A vote for third-party doesn't maximize your voter power, it diminishes it: https://www.youtube.com/watch?v=s7tWHJfhiyo


In the short term, i.e. for this election, yes. In the longer term, it is a signal to the parties that they are leaving votes on the table, that maybe they could pick up by altering which policies they support.

It really depends how you weight this election vs others coming up. But if you're in, say, California, your vote for President will not swing the state at all -- it's locked in for Hillary. If (and it's a big if) some other party is closer to your preferred policies, feel free to vote for them without a trace of guilt about making your side weaker for this election.


True. The major party partisans will try to tell us that each election might as well be the last election in human history and that we should all hold the major party to a very low standard.

Most voters live in states that are essentially a lock-up for one of the two candidates. Arguably about 10 states might swing, but third party candidates could easily get 10+ percent of the popular vote nationally and largely influence the direction of the major parties if the voting public understood the electoral college and the multi-election game theory of it.


Does your link discuss that if a third party candidate gets 5% of the vote they will receive federal funding next election? If so how can they claim a vote for a third party diminishes voter power?


Tell me where the reform party is today? The major parties don't even take federal funding because it's a joke.

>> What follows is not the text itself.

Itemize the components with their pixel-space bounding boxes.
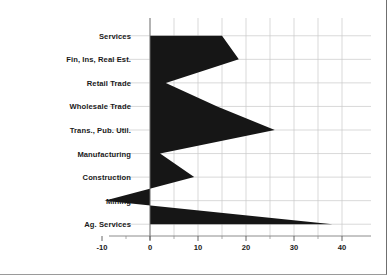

In a First Past the Post voting system like the one in America, a vote for a third-party is, and always will be a vote against your preferences. Rank-choice is a far superior system (though it has its own downsides as well), but that isn't what we have in America. The lesser of two evils is still the better of two options. You want "better" candidates, get involved in party politics and vote in the primaries.


>The major parties don't even take federal funding because it's a joke.

And I don't collect welfare because it's such a small paycheck compared to my salary. But for people who could really use that money, it's a huge help.


Right, if you want to shift power to alternatives, fund them, volunteer for them, and advocate for them (and for electoral changes that negate the incentive to tactical voting) between general elections so that they can be a reasonable choice (either by displacing a major party or by competing under rules which no longer make voting for the least-bad major party the clearly best choice in a general election.)


Given that sooner or later US voters will recognize that only one candidate is electable, Jill Stein, her percentages will rise. Maybe even to Ross Perot levels.

Another crook, Clinton, for the next years is survivable, but long term a strong third party has to invade this broken system, sooner or later.

Initially I hoped Trump will tear the GOP apart, but he made it impossible with his latest stupidities.